Most companies assume they know where their profits come from. Yet, as Jonathan Byrnes demonstrates in Islands of Profit in a Sea of Red Ink, the reality is eye-opening: as much as 40% of business activity can be unprofitable when measured correctly. Profits often come from a few “islands of profit” — specific customers, products, or services — while the rest quietly erode margins.
The Hidden Problem with Profitability
Byrnes explains that many leaders chase top-line revenue growth, believing more sales automatically mean more profit. But when costs are allocated inaccurately, the business is blind to its true profit formula. Some customer relationships may look strong but, after factoring in service costs, logistics, and discounts, they may actually be profit drains. Others — the “profit peaks” — quietly generate the lion’s share of profit.
The book also highlights the danger of the “profit desert”: customers and products that break even or contribute little, consuming resources without creating value.
Why Traditional Costing Fails
Traditional accounting methods rely heavily on averages. They use simplified cost margin formulas that mask the real drivers of profit and loss. This makes it nearly impossible for CFOs and FP&A leaders to pinpoint which products or customers are truly profitable.
This is why Byrnes insists on precision in cost allocation — the only way to distinguish between profit peaks, deserts, and drains.
How Asher Nordics Helps You Find the Profit Islands
At Asher & Company Nordics, we bring these insights into practice. Using tools like Oracle Enterprise Profitability and Cost Management (EPCM), combined with methodologies like Activity-Based Costing (ABC) and Life-Cycle Costing (LCC), we help finance leaders move beyond averages and uncover real profitability, and we start this without you needing to buy software, but to start with your own Profitability Prototype.
Our probed “Profit Excellence” methodology allows you:
- Measure profit metrics by customer, cost center, and product.

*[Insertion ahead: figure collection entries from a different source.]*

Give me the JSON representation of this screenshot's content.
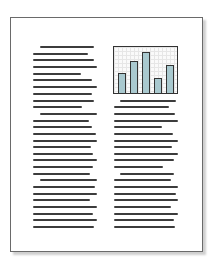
{
  "document": {
    "description": "Two-column page thumbnail with embedded bar chart",
    "line_color": "#3c3c3c",
    "left_column": {
      "x": 33,
      "lines": [
        {
          "y": 46,
          "x": 40,
          "w": 54
        },
        {
          "y": 53,
          "w": 55
        },
        {
          "y": 59,
          "w": 61
        },
        {
          "y": 66,
          "w": 64
        },
        {
          "y": 73,
          "w": 48
        },
        {
          "y": 79,
          "w": 59
        },
        {
          "y": 86,
          "w": 64
        },
        {
          "y": 93,
          "w": 59
        },
        {
          "y": 100,
          "w": 61
        },
        {
          "y": 106,
          "w": 49
        },
        {
          "y": 113,
          "x": 40,
          "w": 57
        },
        {
          "y": 120,
          "w": 56
        },
        {
          "y": 126,
          "w": 59
        },
        {
          "y": 133,
          "w": 63
        },
        {
          "y": 140,
          "w": 64
        },
        {
          "y": 146,
          "w": 58
        },
        {
          "y": 153,
          "w": 60
        },
        {
          "y": 159,
          "w": 64
        },
        {
          "y": 166,
          "w": 60
        },
        {
          "y": 173,
          "w": 57
        },
        {
          "y": 179,
          "x": 40,
          "w": 57
        },
        {
          "y": 186,
          "w": 62
        },
        {
          "y": 193,
          "w": 64
        },
        {
          "y": 199,
          "w": 57
        },
        {
          "y": 206,
          "w": 64
        },
        {
          "y": 213,
          "w": 60
        },
        {
          "y": 219,
          "w": 64
        },
        {
          "y": 226,
          "w": 61
        }
      ]
    },
    "right_column": {
      "x": 114,
      "lines": [
        {
          "y": 100,
          "x": 120,
          "w": 56
        },
        {
          "y": 106,
          "w": 55
        },
        {
          "y": 113,
          "w": 61
        },
        {
          "y": 120,
          "w": 64
        },
        {
          "y": 126,
          "w": 48
        },
        {
          "y": 133,
          "w": 59
        },
        {
          "y": 140,
          "w": 64
        },
        {
          "y": 146,
          "w": 58
        },
        {
          "y": 153,
          "w": 64
        },
        {
          "y": 159,
          "w": 60
        },
        {
          "y": 166,
          "w": 49
        },
        {
          "y": 173,
          "x": 120,
          "w": 54
        },
        {
          "y": 179,
          "w": 57
        },
        {
          "y": 186,
          "w": 64
        },
        {
          "y": 193,
          "w": 62
        },
        {
          "y": 199,
          "w": 64
        },
        {
          "y": 206,
          "w": 57
        },
        {
          "y": 213,
          "w": 64
        },
        {
          "y": 219,
          "w": 60
        },
        {
          "y": 226,
          "w": 61
        }
      ]
    }
  },
  "chart_data": {
    "type": "bar",
    "title": "",
    "xlabel": "",
    "ylabel": "",
    "categories": [
      "1",
      "2",
      "3",
      "4",
      "5"
    ],
    "values": [
      19,
      31,
      40,
      14,
      27
    ],
    "ylim": [
      0,
      46
    ],
    "bar_color": "#a9c9cf",
    "grid": true,
    "bar_x": [
      4,
      16,
      28,
      40,
      52
    ]
  }
}
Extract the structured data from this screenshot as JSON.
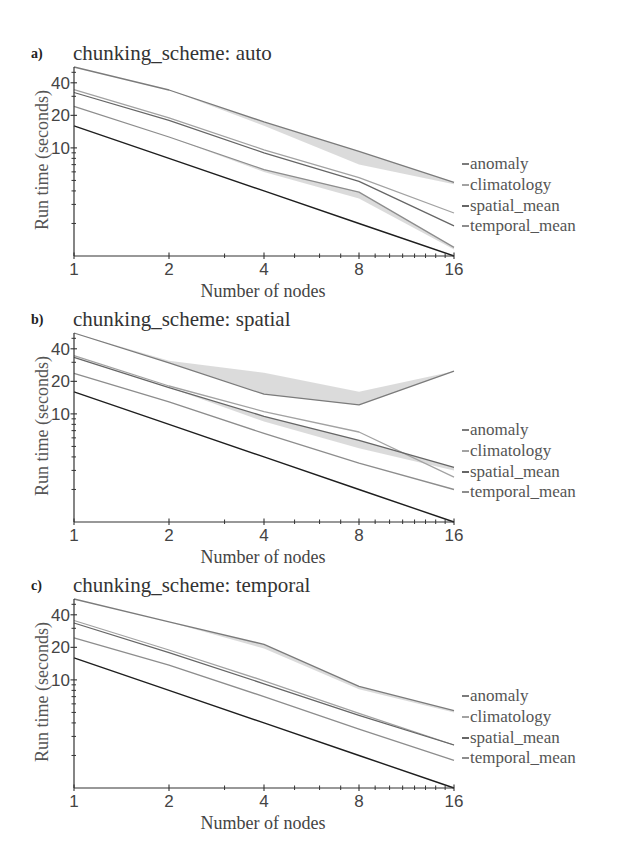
{
  "figure": {
    "panels": [
      {
        "label": "a)",
        "title": "chunking_scheme: auto",
        "ylabel": "Run time (seconds)",
        "xlabel": "Number of nodes",
        "legend": [
          "anomaly",
          "climatology",
          "spatial_mean",
          "temporal_mean"
        ]
      },
      {
        "label": "b)",
        "title": "chunking_scheme: spatial",
        "ylabel": "Run time (seconds)",
        "xlabel": "Number of nodes",
        "legend": [
          "anomaly",
          "climatology",
          "spatial_mean",
          "temporal_mean"
        ]
      },
      {
        "label": "c)",
        "title": "chunking_scheme: temporal",
        "ylabel": "Run time (seconds)",
        "xlabel": "Number of nodes",
        "legend": [
          "anomaly",
          "climatology",
          "spatial_mean",
          "temporal_mean"
        ]
      }
    ]
  },
  "colors": {
    "anomaly": "#7b7b7b",
    "climatology": "#a2a2a2",
    "spatial_mean": "#666666",
    "temporal_mean": "#8d8d8d",
    "ideal": "#1e1e1e",
    "band": "#cfcfcf",
    "axis": "#333333"
  },
  "chart_data": [
    {
      "type": "line",
      "title": "chunking_scheme: auto",
      "xlabel": "Number of nodes",
      "ylabel": "Run time (seconds)",
      "xscale": "log2",
      "yscale": "log",
      "x": [
        1,
        2,
        4,
        8,
        16
      ],
      "xlim": [
        1,
        16
      ],
      "ylim": [
        1,
        56
      ],
      "xticks": [
        1,
        2,
        4,
        8,
        16
      ],
      "xtick_labels": [
        "1",
        "2",
        "4",
        "8",
        "16"
      ],
      "xminor": [
        3,
        5,
        6,
        7,
        9,
        10,
        11,
        12,
        13,
        14,
        15
      ],
      "yticks": [
        10,
        20,
        40
      ],
      "ytick_labels": [
        "10",
        "20",
        "40"
      ],
      "yminor": [
        2,
        3,
        4,
        5,
        6,
        7,
        8,
        9,
        30,
        50
      ],
      "grid": false,
      "legend_position": "right",
      "series": [
        {
          "name": "anomaly",
          "values": [
            56,
            34.3,
            17.4,
            9.3,
            4.8
          ],
          "band_lower": [
            56,
            34.3,
            16.0,
            7.0,
            4.6
          ]
        },
        {
          "name": "climatology",
          "values": [
            34.6,
            19.0,
            9.6,
            5.3,
            2.5
          ]
        },
        {
          "name": "spatial_mean",
          "values": [
            32.5,
            18.0,
            9.0,
            4.9,
            1.9
          ]
        },
        {
          "name": "temporal_mean",
          "values": [
            24.2,
            12.6,
            6.3,
            3.9,
            1.2
          ],
          "band_lower": [
            24.2,
            12.6,
            6.0,
            3.4,
            1.15
          ]
        },
        {
          "name": "ideal",
          "values": [
            16,
            8,
            4,
            2,
            1
          ],
          "in_legend": false
        }
      ]
    },
    {
      "type": "line",
      "title": "chunking_scheme: spatial",
      "xlabel": "Number of nodes",
      "ylabel": "Run time (seconds)",
      "xscale": "log2",
      "yscale": "log",
      "x": [
        1,
        2,
        4,
        8,
        16
      ],
      "xlim": [
        1,
        16
      ],
      "ylim": [
        1,
        56
      ],
      "xticks": [
        1,
        2,
        4,
        8,
        16
      ],
      "xtick_labels": [
        "1",
        "2",
        "4",
        "8",
        "16"
      ],
      "xminor": [
        3,
        5,
        6,
        7,
        9,
        10,
        11,
        12,
        13,
        14,
        15
      ],
      "yticks": [
        10,
        20,
        40
      ],
      "ytick_labels": [
        "10",
        "20",
        "40"
      ],
      "yminor": [
        2,
        3,
        4,
        5,
        6,
        7,
        8,
        9,
        30,
        50
      ],
      "grid": false,
      "legend_position": "right",
      "series": [
        {
          "name": "anomaly",
          "values": [
            56,
            29.6,
            15.2,
            12.1,
            24.8
          ],
          "band_upper": [
            56,
            31,
            24,
            16,
            24.8
          ]
        },
        {
          "name": "climatology",
          "values": [
            34.6,
            18.1,
            10.5,
            6.8,
            2.6
          ]
        },
        {
          "name": "spatial_mean",
          "values": [
            33.3,
            17.5,
            9.5,
            5.7,
            3.2
          ],
          "band_lower": [
            33.3,
            17.5,
            8.5,
            4.8,
            3.0
          ]
        },
        {
          "name": "temporal_mean",
          "values": [
            23.7,
            12.9,
            6.6,
            3.5,
            2.0
          ]
        },
        {
          "name": "ideal",
          "values": [
            16,
            8,
            4,
            2,
            1
          ],
          "in_legend": false
        }
      ]
    },
    {
      "type": "line",
      "title": "chunking_scheme: temporal",
      "xlabel": "Number of nodes",
      "ylabel": "Run time (seconds)",
      "xscale": "log2",
      "yscale": "log",
      "x": [
        1,
        2,
        4,
        8,
        16
      ],
      "xlim": [
        1,
        16
      ],
      "ylim": [
        1,
        56
      ],
      "xticks": [
        1,
        2,
        4,
        8,
        16
      ],
      "xtick_labels": [
        "1",
        "2",
        "4",
        "8",
        "16"
      ],
      "xminor": [
        3,
        5,
        6,
        7,
        9,
        10,
        11,
        12,
        13,
        14,
        15
      ],
      "yticks": [
        10,
        20,
        40
      ],
      "ytick_labels": [
        "10",
        "20",
        "40"
      ],
      "yminor": [
        2,
        3,
        4,
        5,
        6,
        7,
        8,
        9,
        30,
        50
      ],
      "grid": false,
      "legend_position": "right",
      "series": [
        {
          "name": "anomaly",
          "values": [
            56,
            34.4,
            21.3,
            8.7,
            5.2
          ],
          "band_lower": [
            56,
            34.4,
            19.5,
            8.2,
            5.0
          ]
        },
        {
          "name": "climatology",
          "values": [
            35.4,
            18.9,
            9.8,
            4.9,
            2.5
          ]
        },
        {
          "name": "spatial_mean",
          "values": [
            33.6,
            17.9,
            9.2,
            4.7,
            2.5
          ]
        },
        {
          "name": "temporal_mean",
          "values": [
            24.5,
            13.7,
            7.0,
            3.5,
            1.8
          ]
        },
        {
          "name": "ideal",
          "values": [
            16,
            8,
            4,
            2,
            1
          ],
          "in_legend": false
        }
      ]
    }
  ]
}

- Understand direct product profitability and where hidden costs drain value.
- Apply incremental profit formulas when launching new products, campaigns, or investments.
- Align resources toward “profit peak” customers while reducing the impact of profit drains.
Turning Insights into Action
The lesson from Byrnes’ work is clear: profit is not about working harder or selling more — it’s about focusing on the right customers, products, and cost structures.
By connecting the costing frameworks like presented in this book with modern technology like Oracle Enterprise Profitability and Cost Management (EPCM), Asher enables CFOs and FP&A leaders to turn islands of profit into sustainable growth strategies.
Don’t settle for averages. Reveal your true profitability drivers with Oracle EPCM and Asher’s proven expertise.